1 R Practical 1: Brexit

1.1 Introduction

The spreadsheet Brexit.csv, available on Blackboard, contains data from the 2016 referendum on the UK’s membership of the European Union.

Each row represents one local authority district in the UK. The columns are as follows.

  • Region: a geographical region of the UK in which the district is located;
  • Area: the name of the local authority district;
  • remain: the percentage of votes in the district to remain in the European Union;
  • unemployed: the percentage of unemployed residents in the district, aged 16 to 74, in 2011.
  • level4: the percentage of residents in the district, aged 16 to 74, with qualifications at level 4 and above in 2011. (An A-level is a level 3 qualification).
  • medianage: the median age of residents in the district, in 2011.

(To simplify this practical, we have omitted the data for Northern Ireland and Gibraltar. Their remain vote percentages were 55.78% and 95.51% respectively.)

Your task is to investigate whether there is any relationship between the remain vote percentage in each district and the other variables.

1.2 Tasks

  1. If you haven’t already done so, create a folder for this module on your computer (or U: drive if on campus). Inside that folder, create another folder: Practical 1.

  1. Download the files Brexit.csv and Practical1.Rmd from Blackboard, and put them into your Practical 1 folder. Open the file Brexit.csv to inspect it.

  1. Open the R Markdown document Practical1.Rmd in RStudio.
    • Change the author to your name
    • Run the first code chunk to load the tidyverse package (click on the green arrow).

Your solutions to the remaining tasks should all go in this R Markdown document, with one code chunk per task.


  1. Import the data Brexit.csv into R, storing it as a data frame called brexit. Inspect the first ten rows. Check this against the data in Excel.

  1. What were the lower quartile, median and upper quartile of percentage of remain voters in the 380 districts?

You can get the median and quartiles using the summary() command. Here is an example.


  1. Find the percentage of the remain voters in Sheffield. (You will need to select the row from the Brexit data frame in which the Area column takes the value Sheffield).

You could just search through the spreadsheet, but you should practise using the filter() command to select rows from a data frame. Here is an example.
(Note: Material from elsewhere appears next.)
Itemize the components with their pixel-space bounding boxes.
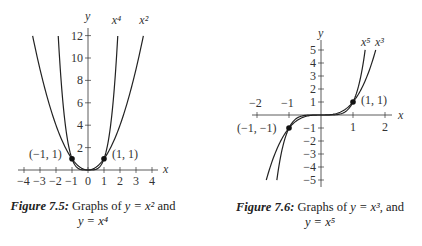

  1. Find the districts with the highest 10 percentages of remain voters and lowest 10 percentages of remain votes. What do you notice about the regions?

You can use the arrange() command to arrange the rows of the data frame in order of the remain variable. Here is an example.


  1. Produce three scatter plots, with the remain vote percentage on the \(y\)-axis in each plot, and each of the unemployed, level4, medianage variables on the \(x\)-axis. For each plot

    • change the axes labels to make them more informative;
    • display a linear trend on each scatterplot;
    • use different colours of points to represent different regions;
    • add a caption to your plot, which includes the value of Pearson’s correlation coefficient between the variables, and states what conclusion you would draw from the plot.

  1. Obtain the mean percentage of the remain voters in each Region, and arrange in order of the mean remain vote.

  1. Produce a web page that presents your solutions.
  • Click on the Knit arrow, and choose the output type.

  1. You have an install.packages() command somewhere in your R Markdown document: delete it. It’s best to run install.packages() commands in the console, as they only need to be run once.
  2. There is no command within your R Markdown document that loads the data (you imported the data some other way).